The technique requires:

  1. Control of many subdomains under the same registrar domain
  2. Access to set HSTS headers (server-side control)
  3. A mechanism to query HSTS state across different websites
  4. Cross-site request timing to infer which subdomains have HSTS

This attack vector persists because browsers generally don’t expose HSTS state to websites—the browser keeps it internal. However, timing-based side channels and other indirect methods can leak HSTS information.

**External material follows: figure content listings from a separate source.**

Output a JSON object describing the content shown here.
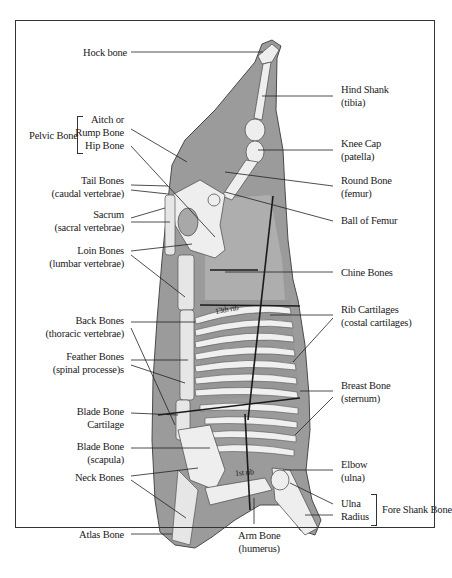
{
  "diagram": {
    "colors": {
      "background": "#ffffff",
      "frame": "#333333",
      "carcass_fill": "#9a9a9a",
      "carcass_light": "#bdbdbd",
      "bone_fill": "#eeeeee",
      "leader_line": "#222222",
      "text": "#1a1a1a"
    },
    "left_labels": [
      {
        "id": "hock-bone",
        "lines": [
          "Hock bone"
        ]
      },
      {
        "id": "aitch-rump-bone",
        "lines": [
          "Aitch or",
          "Rump Bone"
        ]
      },
      {
        "id": "hip-bone",
        "lines": [
          "Hip Bone"
        ]
      },
      {
        "id": "tail-bones",
        "lines": [
          "Tail Bones",
          "(caudal vertebrae)"
        ]
      },
      {
        "id": "sacrum",
        "lines": [
          "Sacrum",
          "(sacral vertebrae)"
        ]
      },
      {
        "id": "loin-bones",
        "lines": [
          "Loin Bones",
          "(lumbar vertebrae)"
        ]
      },
      {
        "id": "back-bones",
        "lines": [
          "Back Bones",
          "(thoracic vertebrae)"
        ]
      },
      {
        "id": "feather-bones",
        "lines": [
          "Feather Bones",
          "(spinal processe)s"
        ]
      },
      {
        "id": "blade-bone-cartilage",
        "lines": [
          "Blade Bone",
          "Cartilage"
        ]
      },
      {
        "id": "blade-bone",
        "lines": [
          "Blade Bone",
          "(scapula)"
        ]
      },
      {
        "id": "neck-bones",
        "lines": [
          "Neck Bones"
        ]
      },
      {
        "id": "atlas-bone",
        "lines": [
          "Atlas Bone"
        ]
      }
    ],
    "group_labels": {
      "pelvic_bone": "Pelvic Bone",
      "fore_shank_bone": "Fore Shank Bone"
    },
    "right_labels": [
      {
        "id": "hind-shank",
        "lines": [
          "Hind Shank",
          "(tibia)"
        ]
      },
      {
        "id": "knee-cap",
        "lines": [
          "Knee Cap",
          "(patella)"
        ]
      },
      {
        "id": "round-bone",
        "lines": [
          "Round Bone",
          "(femur)"
        ]
      },
      {
        "id": "ball-of-femur",
        "lines": [
          "Ball of Femur"
        ]
      },
      {
        "id": "chine-bones",
        "lines": [
          "Chine Bones"
        ]
      },
      {
        "id": "rib-cartilages",
        "lines": [
          "Rib Cartilages",
          "(costal cartilages)"
        ]
      },
      {
        "id": "breast-bone",
        "lines": [
          "Breast Bone",
          "(sternum)"
        ]
      },
      {
        "id": "elbow",
        "lines": [
          "Elbow",
          "(ulna)"
        ]
      },
      {
        "id": "ulna",
        "lines": [
          "Ulna"
        ]
      },
      {
        "id": "radius",
        "lines": [
          "Radius"
        ]
      }
    ],
    "bottom_labels": [
      {
        "id": "arm-bone",
        "lines": [
          "Arm Bone",
          "(humerus)"
        ]
      }
    ],
    "inline_annotations": {
      "rib_13": "13th rib",
      "rib_1": "1st rib"
    }
  }
}
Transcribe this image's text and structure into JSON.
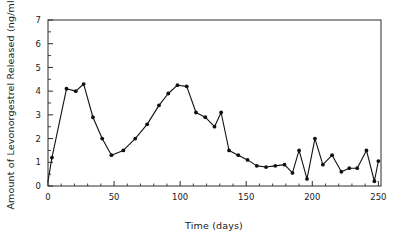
{
  "figure": {
    "background": "#ffffff",
    "line_color": "#111111",
    "axis_color": "#2b2b2b",
    "text_color": "#1a1a1a"
  },
  "chart_data": {
    "type": "line",
    "title": "",
    "xlabel": "Time (days)",
    "ylabel": "Amount of Levonorgestrel Released (ng/ml)",
    "xlim": [
      0,
      252
    ],
    "ylim": [
      0,
      7
    ],
    "xticks": [
      0,
      50,
      100,
      150,
      200,
      250
    ],
    "xtick_labels": [
      "0",
      "50",
      "100",
      "150",
      "200",
      "250"
    ],
    "x_minor_tick_interval": 10,
    "yticks": [
      0,
      1,
      2,
      3,
      4,
      5,
      6,
      7
    ],
    "ytick_labels": [
      "0",
      "1",
      "2",
      "3",
      "4",
      "5",
      "6",
      "7"
    ],
    "y_minor_tick_interval": 0.5,
    "grid": false,
    "legend": false,
    "marker": "filled-circle",
    "series": [
      {
        "name": "Levonorgestrel release",
        "x": [
          0,
          3,
          14,
          21,
          27,
          34,
          41,
          48,
          57,
          66,
          75,
          84,
          91,
          98,
          105,
          112,
          119,
          126,
          131,
          137,
          144,
          151,
          158,
          165,
          172,
          179,
          185,
          190,
          196,
          202,
          208,
          215,
          222,
          228,
          234,
          241,
          247,
          250
        ],
        "y": [
          0.2,
          1.2,
          4.1,
          4.0,
          4.3,
          2.9,
          2.0,
          1.3,
          1.5,
          2.0,
          2.6,
          3.4,
          3.9,
          4.25,
          4.2,
          3.1,
          2.9,
          2.5,
          3.1,
          1.5,
          1.3,
          1.1,
          0.85,
          0.8,
          0.85,
          0.9,
          0.55,
          1.5,
          0.3,
          2.0,
          0.9,
          1.3,
          0.6,
          0.75,
          0.75,
          1.5,
          0.2,
          1.05
        ]
      }
    ]
  },
  "plot_geometry": {
    "left": 48,
    "right": 381,
    "top": 20,
    "bottom": 186
  }
}
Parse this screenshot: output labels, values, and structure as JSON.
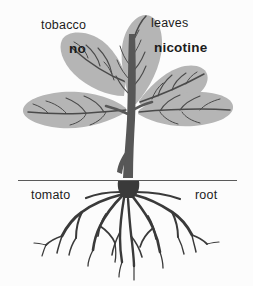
{
  "figure": {
    "name": "grafted-tobacco-tomato-plant-diagram",
    "background_color": "#fcfcfc"
  },
  "labels": {
    "top_left_plain": "tobacco",
    "top_right_plain": "leaves",
    "top_left_bold": "no",
    "top_right_bold": "nicotine",
    "bottom_left": "tomato",
    "bottom_right": "root"
  },
  "colors": {
    "leaf_fill": "#b5b5b5",
    "leaf_vein": "#4a4a4a",
    "stem": "#575757",
    "root": "#3a3a3a",
    "ground_line": "#5a5a5a",
    "text": "#1c1c1c"
  },
  "ground_line": {
    "label": "soil-surface-line",
    "x_start": 18,
    "x_end": 237,
    "y": 180
  }
}
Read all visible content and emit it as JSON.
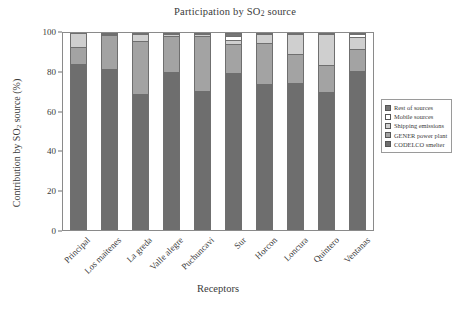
{
  "chart_data": {
    "type": "bar",
    "subtype": "stacked-vertical-100",
    "title": "Participation by SO2 source",
    "title_main": "Participation by SO",
    "title_sub": "2",
    "title_tail": " source",
    "xlabel": "Receptors",
    "ylabel": "Contribution by SO2 source (%)",
    "ylabel_main": "Contribution by SO",
    "ylabel_sub": "2",
    "ylabel_tail": " source (%)",
    "grid": false,
    "legend_position": "right",
    "ylim": [
      0,
      100
    ],
    "yticks": [
      0,
      20,
      40,
      60,
      80,
      100
    ],
    "ytick_labels": [
      "0",
      "20",
      "40",
      "60",
      "80",
      "100"
    ],
    "categories": [
      "Principal",
      "Los maitenes",
      "La greda",
      "Valle alegre",
      "Puchuncavi",
      "Sur",
      "Horcon",
      "Loncura",
      "Quintero",
      "Ventanas"
    ],
    "series": [
      {
        "name": "CODELCO smelter",
        "color": "#6e6e6e",
        "values": [
          84.3,
          81.5,
          69.2,
          80.3,
          70.6,
          79.6,
          74.2,
          74.7,
          70.4,
          80.8
        ]
      },
      {
        "name": "GENER power plant",
        "color": "#a3a3a3",
        "values": [
          8.7,
          17.3,
          26.5,
          18.4,
          27.8,
          14.7,
          20.7,
          14.9,
          13.4,
          11.5
        ]
      },
      {
        "name": "Shipping emissions",
        "color": "#cfcfcf",
        "values": [
          7.0,
          0.6,
          3.6,
          0.7,
          1.1,
          2.4,
          4.6,
          10.1,
          16.0,
          6.0
        ]
      },
      {
        "name": "Mobile sources",
        "color": "#ffffff",
        "values": [
          0.0,
          0.6,
          0.7,
          0.6,
          0.5,
          1.8,
          0.5,
          0.3,
          0.2,
          1.4
        ]
      },
      {
        "name": "Rest of sources",
        "color": "#767676",
        "values": [
          0.0,
          0.0,
          0.0,
          0.0,
          0.0,
          1.5,
          0.0,
          0.0,
          0.0,
          0.3
        ]
      }
    ],
    "legend_order": [
      "Rest of sources",
      "Mobile sources",
      "Shipping emissions",
      "GENER power plant",
      "CODELCO smelter"
    ]
  },
  "legend": {
    "items": [
      {
        "label": "Rest of sources",
        "swatch": "#767676",
        "icon": "legend-swatch-icon"
      },
      {
        "label": "Mobile sources",
        "swatch": "#ffffff",
        "icon": "legend-swatch-icon"
      },
      {
        "label": "Shipping emissions",
        "swatch": "#cfcfcf",
        "icon": "legend-swatch-icon"
      },
      {
        "label": "GENER power plant",
        "swatch": "#a3a3a3",
        "icon": "legend-swatch-icon"
      },
      {
        "label": "CODELCO smelter",
        "swatch": "#6e6e6e",
        "icon": "legend-swatch-icon"
      }
    ]
  },
  "colors": {
    "axis": "#6f6f6f",
    "text": "#3a3a3a",
    "background": "#ffffff"
  }
}
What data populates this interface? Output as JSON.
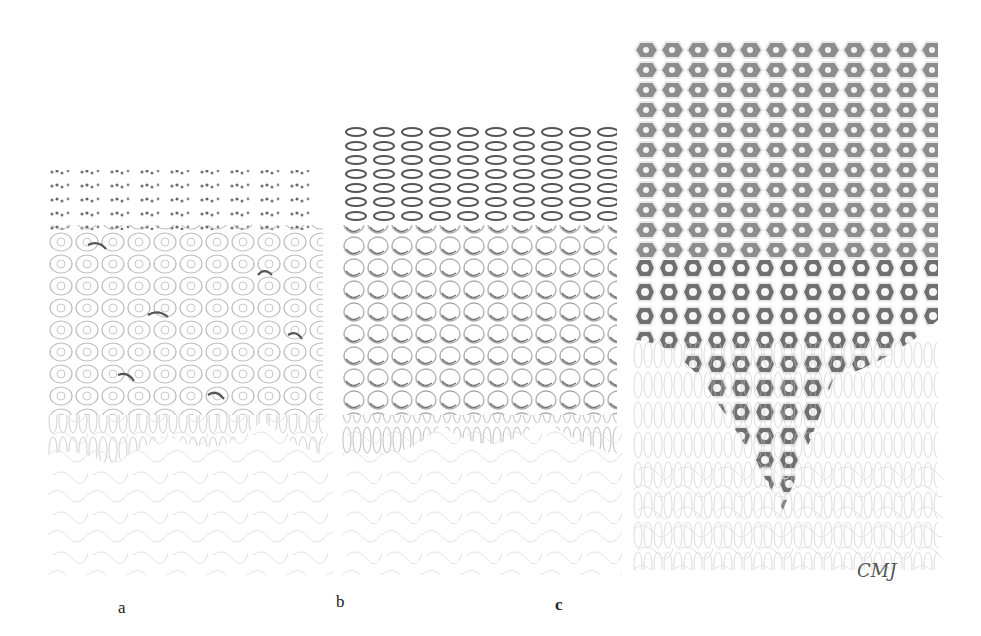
{
  "figure": {
    "panels": [
      {
        "id": "a",
        "label": "a",
        "description": "epithelium with granular upper layers and scattered dark-rimmed cells"
      },
      {
        "id": "b",
        "label": "b",
        "description": "epithelium with darker granular upper layers and more dark-rimmed rounded cells"
      },
      {
        "id": "c",
        "label": "c",
        "description": "thickened epithelium with densely stained polygonal cells and pale nuclei"
      }
    ],
    "signature": "CMJ",
    "colors": {
      "background": "#ffffff",
      "light_cell_outline": "#b8b8b8",
      "dark_granules": "#555555",
      "dense_cell_fill": "#8a8a8a",
      "nucleus": "#f4f4f4",
      "connective_tissue": "#d8d8d8"
    }
  }
}
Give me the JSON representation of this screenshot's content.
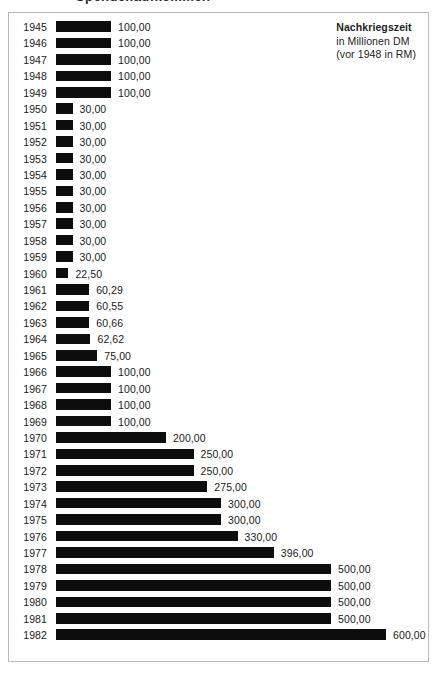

Mitigation for Site Administrators

If you operate a website and want to prevent HSTS supercookie abuse:

# Implementation approach
# Only set HSTS on your main domain, not tracking subdomains
# Avoid creating hundreds of subdomains with HSTS headers
# Monitor for unusual HSTS domain patterns

# Example safe HSTS config
add_header Strict-Transport-Security "max-age=31536000; includeSubDomains; preload" always;

# Avoid:
# - Creating track-0.example.com through track-1000.example.com
# - Setting HSTS on every subdomain
# - Using subdomains as tracking vectors

Legitimate HSTS use should cover your main domain and necessary subdomains (api, cdn, mail, etc.)—typically under 20 total domains.

Future Browser Protections

Modern browsers are implementing mitigations:

Chrome 125+: Discussions about randomizing HSTS behavior or requiring explicit user consent for supercookie-like techniques.

Firefox: Privacy Badger and similar extensions partially mitigate by clearing HSTS state frequently.

Safari: iCloud Private Relay and cookie isolation provide defense-in-depth against tracking.

The fundamental tension remains: HSTS is necessary for security, but its persistent nature enables tracking. Until browsers redesign HSTS with privacy-first principles, users must actively clear HSTS state and use privacy extensions.